This isn't the political season to want anything to do with the word "global," but no one at 3M Co. would bother denying that it's a true global company.
A Swedish CEO now runs it and last year its international sales of $18.2 billion made up 60 percent of its total sales. As of the end of last year, it employed nearly 18,000 more people outside of the United States than it did in its home country.
Located a couple of miles east of 3M's Maplewood campus is another true global company, also getting about 60 percent of its sales from international customers. It's called Lion Precision, and it manufactures sensors in Oakdale to accurately make microscopic measurements.
But unlike 3M, we're not talking about a global giant here. Lion Precision, a unit of privately held Motion Tech Automation, only has about 30 employees.
"There's just no alternative" to being a global business, said Lion Precision President Don Martin.
It's been a frustrating time lately for Martin and just about any Minnesota business executive faced with that reality. One reason is that the U.S. dollar's value has been so strong that, as Martin put it, "our prices went up by about 20 percent in Japan for no good reason."
It's also been a campaign year with politicians of both major parties blaming relatively open global trade for a number of our country's economic ills.
It is fair to say that the American economy at one time didn't have much trade and yet still accounted for a bigger slice of the global economy than it does now. The U.S. economy alone was more than one-quarter of global economic output in 1950, back when Japan's economy was only 3 percent of global output and China's wasn't much bigger.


The problem: Keyword search on "ffffff": report each line of the records that contains it.

Top of Extracted entries

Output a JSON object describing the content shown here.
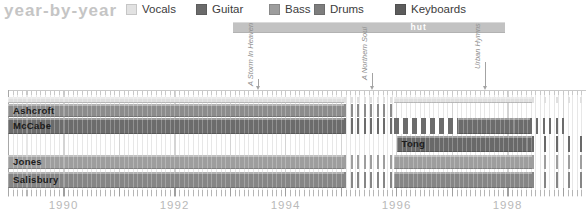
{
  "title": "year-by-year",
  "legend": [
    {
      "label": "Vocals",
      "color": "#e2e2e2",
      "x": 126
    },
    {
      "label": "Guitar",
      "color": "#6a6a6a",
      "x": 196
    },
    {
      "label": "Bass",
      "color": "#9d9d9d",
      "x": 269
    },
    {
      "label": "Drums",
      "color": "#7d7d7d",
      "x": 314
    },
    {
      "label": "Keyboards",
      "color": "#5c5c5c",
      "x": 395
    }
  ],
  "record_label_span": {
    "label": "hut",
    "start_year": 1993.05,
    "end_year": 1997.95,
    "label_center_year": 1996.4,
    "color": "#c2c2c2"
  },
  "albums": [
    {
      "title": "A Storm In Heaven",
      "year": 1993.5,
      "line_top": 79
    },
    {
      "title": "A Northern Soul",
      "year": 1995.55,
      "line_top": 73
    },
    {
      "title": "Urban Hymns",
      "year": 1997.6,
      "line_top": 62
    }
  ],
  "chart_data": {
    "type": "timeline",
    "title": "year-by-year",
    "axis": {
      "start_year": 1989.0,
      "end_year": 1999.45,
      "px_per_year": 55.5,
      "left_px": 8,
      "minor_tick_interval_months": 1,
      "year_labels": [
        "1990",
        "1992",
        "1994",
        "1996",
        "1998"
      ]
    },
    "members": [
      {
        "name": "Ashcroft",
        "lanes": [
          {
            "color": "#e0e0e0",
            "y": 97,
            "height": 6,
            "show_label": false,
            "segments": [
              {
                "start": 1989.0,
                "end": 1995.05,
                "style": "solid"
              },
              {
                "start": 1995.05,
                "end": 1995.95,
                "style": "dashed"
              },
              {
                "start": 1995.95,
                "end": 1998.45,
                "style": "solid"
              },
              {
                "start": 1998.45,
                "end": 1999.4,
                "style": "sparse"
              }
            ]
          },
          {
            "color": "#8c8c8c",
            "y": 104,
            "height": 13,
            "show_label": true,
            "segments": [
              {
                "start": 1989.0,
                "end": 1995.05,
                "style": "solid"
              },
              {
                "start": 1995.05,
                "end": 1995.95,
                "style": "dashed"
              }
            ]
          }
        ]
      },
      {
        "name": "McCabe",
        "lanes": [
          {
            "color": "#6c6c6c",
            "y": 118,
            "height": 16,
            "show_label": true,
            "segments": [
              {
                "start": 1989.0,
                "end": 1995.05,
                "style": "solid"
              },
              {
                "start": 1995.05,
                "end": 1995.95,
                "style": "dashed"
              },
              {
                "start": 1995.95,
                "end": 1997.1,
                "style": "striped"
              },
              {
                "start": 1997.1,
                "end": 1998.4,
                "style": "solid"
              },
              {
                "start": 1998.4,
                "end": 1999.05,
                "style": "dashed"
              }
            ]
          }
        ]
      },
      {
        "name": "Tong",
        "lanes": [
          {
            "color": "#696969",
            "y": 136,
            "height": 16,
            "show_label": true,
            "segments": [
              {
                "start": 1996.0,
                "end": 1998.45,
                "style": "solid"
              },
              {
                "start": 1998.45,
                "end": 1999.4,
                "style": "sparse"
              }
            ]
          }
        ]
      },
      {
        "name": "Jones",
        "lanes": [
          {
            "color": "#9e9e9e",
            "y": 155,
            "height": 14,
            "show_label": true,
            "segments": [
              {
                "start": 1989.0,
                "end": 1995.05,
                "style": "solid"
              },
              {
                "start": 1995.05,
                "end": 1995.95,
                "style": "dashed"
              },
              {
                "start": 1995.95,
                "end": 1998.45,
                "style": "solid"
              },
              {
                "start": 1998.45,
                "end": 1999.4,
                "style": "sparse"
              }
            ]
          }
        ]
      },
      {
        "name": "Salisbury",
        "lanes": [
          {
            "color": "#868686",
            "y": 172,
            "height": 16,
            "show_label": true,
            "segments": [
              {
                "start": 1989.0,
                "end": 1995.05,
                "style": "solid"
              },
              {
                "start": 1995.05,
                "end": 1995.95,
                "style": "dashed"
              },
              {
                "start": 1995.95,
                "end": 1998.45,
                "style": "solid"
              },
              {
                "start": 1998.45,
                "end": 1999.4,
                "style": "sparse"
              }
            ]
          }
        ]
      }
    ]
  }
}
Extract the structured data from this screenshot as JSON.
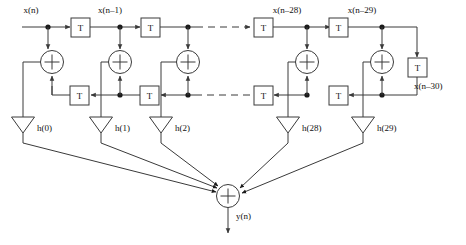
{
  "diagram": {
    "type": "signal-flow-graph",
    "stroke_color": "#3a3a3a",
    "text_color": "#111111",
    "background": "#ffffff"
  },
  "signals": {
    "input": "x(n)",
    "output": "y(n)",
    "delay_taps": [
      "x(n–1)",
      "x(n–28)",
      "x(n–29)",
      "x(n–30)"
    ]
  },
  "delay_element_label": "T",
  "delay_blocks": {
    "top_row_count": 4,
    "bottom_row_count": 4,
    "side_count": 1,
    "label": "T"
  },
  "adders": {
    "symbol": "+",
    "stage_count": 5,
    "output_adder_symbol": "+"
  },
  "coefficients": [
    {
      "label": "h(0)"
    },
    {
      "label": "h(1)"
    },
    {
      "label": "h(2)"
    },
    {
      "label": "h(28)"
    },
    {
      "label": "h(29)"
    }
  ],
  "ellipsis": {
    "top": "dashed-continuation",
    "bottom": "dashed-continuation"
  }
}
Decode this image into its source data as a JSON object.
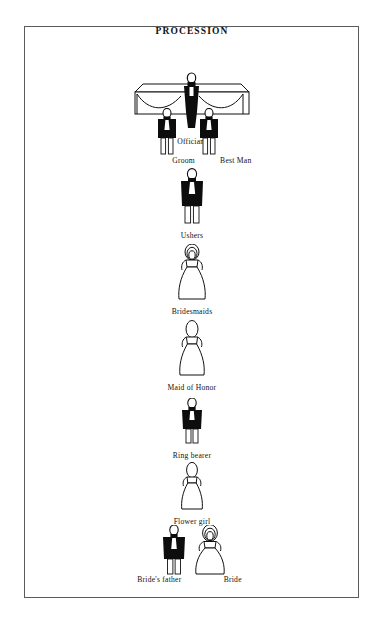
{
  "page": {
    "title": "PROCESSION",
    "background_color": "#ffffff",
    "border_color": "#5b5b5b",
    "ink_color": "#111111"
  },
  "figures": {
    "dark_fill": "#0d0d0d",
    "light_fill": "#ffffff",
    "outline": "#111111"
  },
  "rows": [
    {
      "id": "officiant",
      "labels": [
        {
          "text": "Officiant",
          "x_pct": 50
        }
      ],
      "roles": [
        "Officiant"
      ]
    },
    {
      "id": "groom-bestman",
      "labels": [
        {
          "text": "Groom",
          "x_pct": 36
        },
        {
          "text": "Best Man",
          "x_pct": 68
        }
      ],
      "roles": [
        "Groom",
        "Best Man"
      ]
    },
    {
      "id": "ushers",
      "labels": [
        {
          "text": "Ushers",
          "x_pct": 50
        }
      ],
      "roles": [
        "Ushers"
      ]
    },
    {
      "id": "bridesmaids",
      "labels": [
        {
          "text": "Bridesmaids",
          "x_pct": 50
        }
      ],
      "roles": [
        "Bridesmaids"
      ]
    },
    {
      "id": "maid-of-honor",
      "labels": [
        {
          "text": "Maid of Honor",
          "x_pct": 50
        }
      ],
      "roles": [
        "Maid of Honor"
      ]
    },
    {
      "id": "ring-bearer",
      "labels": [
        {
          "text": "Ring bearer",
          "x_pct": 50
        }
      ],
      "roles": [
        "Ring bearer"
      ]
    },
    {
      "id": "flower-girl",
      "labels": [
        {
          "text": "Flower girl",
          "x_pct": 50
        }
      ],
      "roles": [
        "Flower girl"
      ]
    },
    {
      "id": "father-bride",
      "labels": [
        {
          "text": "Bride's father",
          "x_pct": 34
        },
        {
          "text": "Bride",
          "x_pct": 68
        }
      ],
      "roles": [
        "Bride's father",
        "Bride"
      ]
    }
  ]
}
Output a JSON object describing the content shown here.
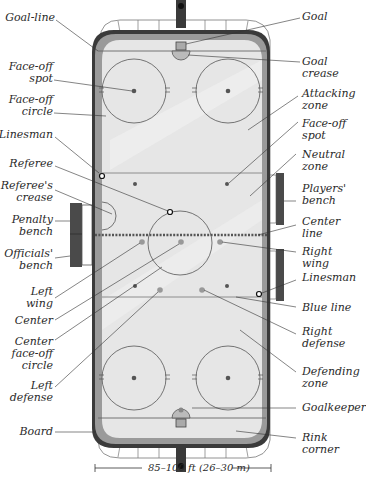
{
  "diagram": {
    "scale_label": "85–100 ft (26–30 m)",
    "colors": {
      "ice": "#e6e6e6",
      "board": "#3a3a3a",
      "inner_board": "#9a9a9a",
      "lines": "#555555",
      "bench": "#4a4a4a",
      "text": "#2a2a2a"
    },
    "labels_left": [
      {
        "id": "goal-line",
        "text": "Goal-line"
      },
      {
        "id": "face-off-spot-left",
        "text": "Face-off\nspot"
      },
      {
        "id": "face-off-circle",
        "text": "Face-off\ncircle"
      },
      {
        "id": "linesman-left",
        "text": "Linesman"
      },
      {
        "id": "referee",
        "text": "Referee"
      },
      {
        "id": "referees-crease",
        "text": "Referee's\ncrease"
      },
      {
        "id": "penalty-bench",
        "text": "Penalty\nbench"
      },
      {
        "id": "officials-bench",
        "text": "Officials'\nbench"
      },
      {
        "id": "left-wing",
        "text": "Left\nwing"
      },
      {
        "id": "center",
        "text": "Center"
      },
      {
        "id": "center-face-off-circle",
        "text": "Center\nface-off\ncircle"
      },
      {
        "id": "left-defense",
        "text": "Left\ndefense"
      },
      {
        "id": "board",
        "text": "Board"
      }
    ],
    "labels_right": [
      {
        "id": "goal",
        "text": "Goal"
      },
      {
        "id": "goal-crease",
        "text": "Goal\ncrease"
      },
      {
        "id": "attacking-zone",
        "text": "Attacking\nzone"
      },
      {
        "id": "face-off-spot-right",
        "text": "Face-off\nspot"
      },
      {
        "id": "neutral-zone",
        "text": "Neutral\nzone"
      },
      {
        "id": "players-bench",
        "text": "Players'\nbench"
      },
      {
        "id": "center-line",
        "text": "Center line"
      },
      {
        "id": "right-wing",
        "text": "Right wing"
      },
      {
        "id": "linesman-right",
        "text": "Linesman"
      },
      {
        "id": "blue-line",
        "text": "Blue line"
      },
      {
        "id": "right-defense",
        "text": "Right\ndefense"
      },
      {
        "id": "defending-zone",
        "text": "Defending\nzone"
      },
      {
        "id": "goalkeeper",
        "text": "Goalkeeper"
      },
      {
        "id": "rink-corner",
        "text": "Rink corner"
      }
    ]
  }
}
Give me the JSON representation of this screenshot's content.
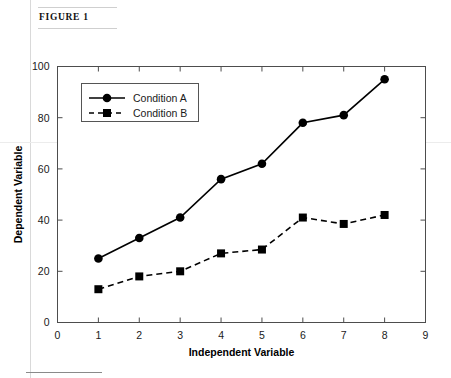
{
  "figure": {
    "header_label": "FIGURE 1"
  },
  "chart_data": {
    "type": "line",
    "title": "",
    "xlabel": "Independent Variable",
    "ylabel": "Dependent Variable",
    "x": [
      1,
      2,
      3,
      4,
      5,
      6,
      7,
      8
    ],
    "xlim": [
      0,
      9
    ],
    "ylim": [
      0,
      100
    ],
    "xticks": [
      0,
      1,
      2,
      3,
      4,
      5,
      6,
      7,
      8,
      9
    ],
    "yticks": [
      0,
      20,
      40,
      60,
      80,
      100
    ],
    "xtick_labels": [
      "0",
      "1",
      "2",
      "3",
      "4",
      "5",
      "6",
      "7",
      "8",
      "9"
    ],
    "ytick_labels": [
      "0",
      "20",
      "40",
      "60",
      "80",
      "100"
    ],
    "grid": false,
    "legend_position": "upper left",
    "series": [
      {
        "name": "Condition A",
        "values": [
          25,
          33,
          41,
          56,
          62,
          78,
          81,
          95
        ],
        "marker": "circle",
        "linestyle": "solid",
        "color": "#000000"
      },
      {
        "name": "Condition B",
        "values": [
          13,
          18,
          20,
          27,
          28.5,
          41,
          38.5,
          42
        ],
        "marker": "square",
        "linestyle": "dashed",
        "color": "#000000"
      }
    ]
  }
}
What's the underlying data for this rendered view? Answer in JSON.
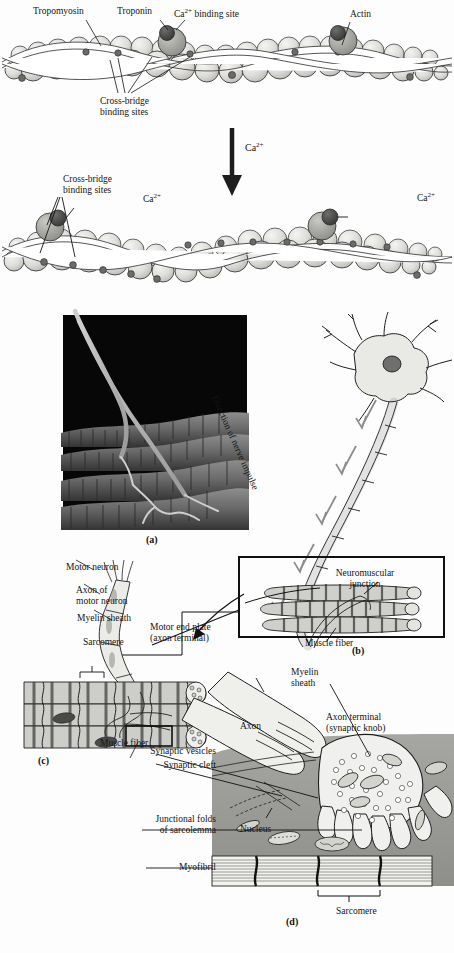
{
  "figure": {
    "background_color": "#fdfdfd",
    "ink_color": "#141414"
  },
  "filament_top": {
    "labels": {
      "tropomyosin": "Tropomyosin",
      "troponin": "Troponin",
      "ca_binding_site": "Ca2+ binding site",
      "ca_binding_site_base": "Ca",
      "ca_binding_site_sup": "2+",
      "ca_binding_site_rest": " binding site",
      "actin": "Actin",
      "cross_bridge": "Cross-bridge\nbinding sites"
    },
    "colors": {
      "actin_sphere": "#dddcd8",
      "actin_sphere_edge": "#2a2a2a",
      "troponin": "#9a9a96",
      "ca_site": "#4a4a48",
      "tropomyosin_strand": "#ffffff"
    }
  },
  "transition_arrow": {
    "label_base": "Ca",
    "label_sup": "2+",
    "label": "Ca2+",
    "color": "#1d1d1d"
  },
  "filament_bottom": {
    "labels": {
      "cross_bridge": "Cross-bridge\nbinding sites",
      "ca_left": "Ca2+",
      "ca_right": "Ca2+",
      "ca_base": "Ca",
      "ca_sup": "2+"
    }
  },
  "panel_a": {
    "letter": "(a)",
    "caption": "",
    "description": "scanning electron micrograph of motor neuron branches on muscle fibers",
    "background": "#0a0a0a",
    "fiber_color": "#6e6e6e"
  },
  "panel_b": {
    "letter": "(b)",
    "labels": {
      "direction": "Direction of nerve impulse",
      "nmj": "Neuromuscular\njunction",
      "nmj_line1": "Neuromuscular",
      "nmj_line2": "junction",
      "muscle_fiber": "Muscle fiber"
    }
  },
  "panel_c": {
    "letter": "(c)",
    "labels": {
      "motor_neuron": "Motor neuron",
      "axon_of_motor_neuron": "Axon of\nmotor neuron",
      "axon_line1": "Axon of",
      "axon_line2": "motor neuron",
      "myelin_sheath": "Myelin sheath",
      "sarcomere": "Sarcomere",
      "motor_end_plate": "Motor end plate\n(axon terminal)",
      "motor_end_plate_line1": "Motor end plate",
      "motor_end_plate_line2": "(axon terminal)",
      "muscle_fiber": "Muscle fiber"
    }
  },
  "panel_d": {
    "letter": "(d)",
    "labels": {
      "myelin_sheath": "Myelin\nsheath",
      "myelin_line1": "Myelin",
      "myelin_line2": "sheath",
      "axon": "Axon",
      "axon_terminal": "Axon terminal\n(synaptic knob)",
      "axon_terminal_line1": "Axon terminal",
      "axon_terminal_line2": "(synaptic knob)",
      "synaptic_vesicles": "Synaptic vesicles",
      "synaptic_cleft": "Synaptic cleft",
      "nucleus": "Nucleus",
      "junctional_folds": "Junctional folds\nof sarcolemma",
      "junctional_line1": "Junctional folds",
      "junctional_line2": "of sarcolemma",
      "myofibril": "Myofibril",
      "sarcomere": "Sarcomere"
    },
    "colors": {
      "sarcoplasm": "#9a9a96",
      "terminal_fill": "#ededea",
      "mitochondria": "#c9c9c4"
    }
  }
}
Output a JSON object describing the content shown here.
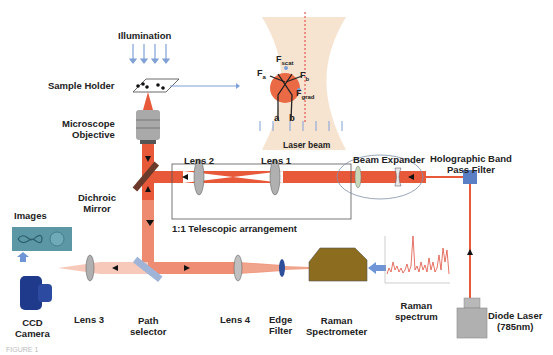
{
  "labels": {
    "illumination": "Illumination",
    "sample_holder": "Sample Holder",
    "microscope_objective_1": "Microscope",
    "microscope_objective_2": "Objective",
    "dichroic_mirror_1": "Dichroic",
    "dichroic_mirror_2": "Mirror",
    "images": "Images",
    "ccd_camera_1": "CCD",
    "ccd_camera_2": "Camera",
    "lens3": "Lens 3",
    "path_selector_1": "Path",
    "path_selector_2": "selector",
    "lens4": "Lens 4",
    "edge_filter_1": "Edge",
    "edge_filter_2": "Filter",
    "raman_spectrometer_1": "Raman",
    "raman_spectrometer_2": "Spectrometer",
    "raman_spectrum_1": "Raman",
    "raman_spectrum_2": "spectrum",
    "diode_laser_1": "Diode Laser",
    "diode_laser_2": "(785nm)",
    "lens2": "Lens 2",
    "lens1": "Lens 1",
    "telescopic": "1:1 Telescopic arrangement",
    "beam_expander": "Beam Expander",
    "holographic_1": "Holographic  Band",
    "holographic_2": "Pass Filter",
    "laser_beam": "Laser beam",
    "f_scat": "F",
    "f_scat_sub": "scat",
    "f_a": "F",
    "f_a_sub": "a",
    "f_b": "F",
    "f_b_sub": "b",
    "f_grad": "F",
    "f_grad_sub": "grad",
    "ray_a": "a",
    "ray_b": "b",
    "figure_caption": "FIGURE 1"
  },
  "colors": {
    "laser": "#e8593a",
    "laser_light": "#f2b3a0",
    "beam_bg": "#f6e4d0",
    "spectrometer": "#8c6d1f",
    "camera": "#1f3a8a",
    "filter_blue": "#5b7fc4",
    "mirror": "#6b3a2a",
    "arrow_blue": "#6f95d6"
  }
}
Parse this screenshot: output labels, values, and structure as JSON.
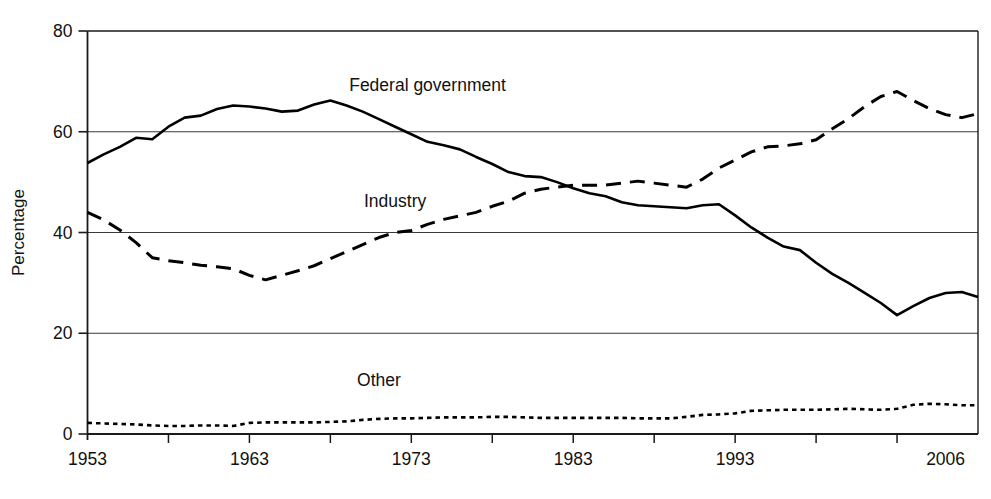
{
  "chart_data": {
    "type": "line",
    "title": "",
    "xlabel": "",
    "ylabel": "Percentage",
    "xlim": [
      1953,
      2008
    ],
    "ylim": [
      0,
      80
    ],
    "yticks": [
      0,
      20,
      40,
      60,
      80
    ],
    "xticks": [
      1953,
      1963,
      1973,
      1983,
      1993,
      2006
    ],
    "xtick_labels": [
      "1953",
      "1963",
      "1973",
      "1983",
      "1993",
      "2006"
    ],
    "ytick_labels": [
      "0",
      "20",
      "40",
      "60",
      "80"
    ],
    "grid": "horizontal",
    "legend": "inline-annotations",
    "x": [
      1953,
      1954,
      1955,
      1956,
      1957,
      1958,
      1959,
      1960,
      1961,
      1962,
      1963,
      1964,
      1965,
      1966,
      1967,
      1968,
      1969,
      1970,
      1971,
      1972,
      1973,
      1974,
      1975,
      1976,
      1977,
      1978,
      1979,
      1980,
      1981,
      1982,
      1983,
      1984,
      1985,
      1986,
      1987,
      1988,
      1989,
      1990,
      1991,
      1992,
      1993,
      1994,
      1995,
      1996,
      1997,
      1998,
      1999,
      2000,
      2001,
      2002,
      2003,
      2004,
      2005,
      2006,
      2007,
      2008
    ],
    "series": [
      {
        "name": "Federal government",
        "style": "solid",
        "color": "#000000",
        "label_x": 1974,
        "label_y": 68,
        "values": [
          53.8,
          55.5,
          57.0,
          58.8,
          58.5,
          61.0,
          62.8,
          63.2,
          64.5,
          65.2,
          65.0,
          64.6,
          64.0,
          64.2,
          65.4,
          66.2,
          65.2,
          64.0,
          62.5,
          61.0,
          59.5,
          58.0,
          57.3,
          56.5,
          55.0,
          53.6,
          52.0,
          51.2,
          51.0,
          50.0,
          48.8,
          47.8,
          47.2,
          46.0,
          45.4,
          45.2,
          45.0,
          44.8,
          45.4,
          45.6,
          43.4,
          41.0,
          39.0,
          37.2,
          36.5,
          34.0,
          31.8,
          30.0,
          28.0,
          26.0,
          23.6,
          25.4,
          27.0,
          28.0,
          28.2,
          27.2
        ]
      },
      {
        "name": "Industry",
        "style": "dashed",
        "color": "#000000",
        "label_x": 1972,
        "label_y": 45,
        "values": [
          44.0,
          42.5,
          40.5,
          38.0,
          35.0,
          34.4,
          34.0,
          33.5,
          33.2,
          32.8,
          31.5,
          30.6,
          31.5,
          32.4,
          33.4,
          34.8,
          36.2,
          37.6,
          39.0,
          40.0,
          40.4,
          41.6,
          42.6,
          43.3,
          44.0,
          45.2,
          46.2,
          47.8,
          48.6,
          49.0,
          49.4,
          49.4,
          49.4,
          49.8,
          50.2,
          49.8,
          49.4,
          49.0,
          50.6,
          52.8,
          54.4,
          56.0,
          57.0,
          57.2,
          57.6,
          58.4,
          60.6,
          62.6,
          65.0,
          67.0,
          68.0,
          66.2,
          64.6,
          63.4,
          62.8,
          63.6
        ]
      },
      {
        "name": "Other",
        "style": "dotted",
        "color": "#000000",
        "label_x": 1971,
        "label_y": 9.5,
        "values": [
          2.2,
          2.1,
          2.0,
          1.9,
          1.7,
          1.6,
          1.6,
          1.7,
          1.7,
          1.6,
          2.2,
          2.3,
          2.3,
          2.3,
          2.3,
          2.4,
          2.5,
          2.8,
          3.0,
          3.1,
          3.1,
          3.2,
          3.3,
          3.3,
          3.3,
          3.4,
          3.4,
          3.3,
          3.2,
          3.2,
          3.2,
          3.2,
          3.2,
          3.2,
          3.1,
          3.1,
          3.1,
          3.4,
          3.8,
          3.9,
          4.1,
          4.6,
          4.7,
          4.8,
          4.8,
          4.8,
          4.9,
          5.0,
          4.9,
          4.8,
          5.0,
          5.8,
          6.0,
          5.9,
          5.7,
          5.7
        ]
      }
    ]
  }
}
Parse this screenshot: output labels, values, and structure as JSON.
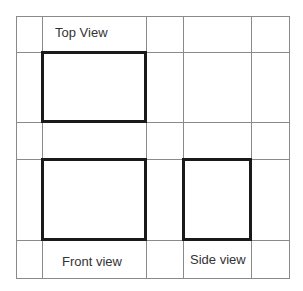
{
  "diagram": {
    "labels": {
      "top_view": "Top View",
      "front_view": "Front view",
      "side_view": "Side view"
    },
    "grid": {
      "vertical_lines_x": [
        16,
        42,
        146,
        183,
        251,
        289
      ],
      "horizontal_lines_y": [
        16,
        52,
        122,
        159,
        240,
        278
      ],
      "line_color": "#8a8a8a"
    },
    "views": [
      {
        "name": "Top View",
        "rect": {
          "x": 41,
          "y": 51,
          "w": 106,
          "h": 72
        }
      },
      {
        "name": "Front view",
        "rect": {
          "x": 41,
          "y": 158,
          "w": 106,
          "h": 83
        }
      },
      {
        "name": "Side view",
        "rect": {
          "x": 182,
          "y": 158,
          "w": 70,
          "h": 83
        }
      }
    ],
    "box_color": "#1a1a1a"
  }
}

Bottom of Extracted entries

Written response:
    "background": "#ffffff"
    "background_color": "#ffffff",
    "light_fill": "#ffffff",
      "tropomyosin_strand": "#ffffff"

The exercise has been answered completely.